Dear Friends:
I learned during my days in school that one of the squishiest ways to make a claim to something in writing or speech is to use what English grammarians refer to as the "passive voice." It allows a person to make a statement without any specific data to back it up. For those of you who aren't aware of what that phrase means, it's the difference between saying, "I believe that God is everywhere," (active voice) and saying, "It is believed that God is everywhere" (passive voice). In the first case, the person making the statement is clearly I. In the second case, the person(s) in question is nobody in particular, although the claim is alleged to be universal.
The passive voice has the effect of ignoring particular human claims and understandings, or at least of making statements unaccountable to specific people or groups. When I was in graduate school my director made frequent comments about my tendency to use the passive voice in writing. It can be particularly easy in discussions about religion to make claims about what simply "is" without grounding those statements in any evidence or truth source. "It is believed by Catholics that..." Well, which Catholics, and who exactly has said so? Use of the passive voice can often be merely a lazy excuse not to investigate the facts. But it also can be a way to impose "what I think" on a whole group of people as if it were simply self-evident.

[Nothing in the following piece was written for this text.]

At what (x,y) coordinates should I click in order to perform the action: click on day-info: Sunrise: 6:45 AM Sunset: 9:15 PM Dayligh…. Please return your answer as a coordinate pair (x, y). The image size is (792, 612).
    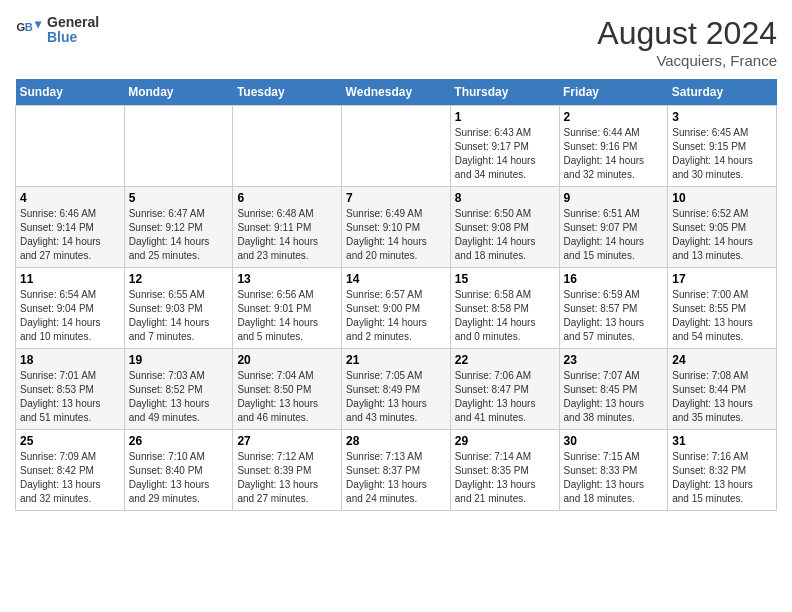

As a global church, Catholicism can be more prone to such a thing than some other faiths. Not every local Catholic church in Nairobi, Santiago, Manila, or Chicago shares the same point of view about "what is believed" by Catholic followers of Christ. We do have plenty of sources for evaluating right faith, including the scriptures and our long tradition of teaching. But we have to appeal to those things before simply pronouncing them in the passive voice. If one were to appeal to Jesus, or to St. Paul, or to Vatican II, or to the Catechism of the Catholic Church, or to the pope or any other claimed source for belief (active voice), then one could and must begin to evaluate the authority of that source.
Sorry to be so technical here, but I think it's important. And I'm the son of a grammar teacher, so I can't help it.
Fr. Mike Byron
ASH WEDNESDAY AT PAX CHRISTI
Wednesday, February 17 - both virtual and in-person opportunities offered
Lent begins next week on Ash Wednesday. This year we will be offering a few different ways to celebrate this special day.
Mass will be Live Streamed on our website at 12:00pm -
CLICK HERE to view. In-person attendance will be limited to 100 attendees. Registration for this Mass will open tomorrow, February 10 at 9:00am -
CLICK HERE to view our Mass Registration page.
We will also be offering an additional distribution of ashes at 1:30pm in the Parking Lot outside of our main entrance (Door 3). No registration is needed to attend.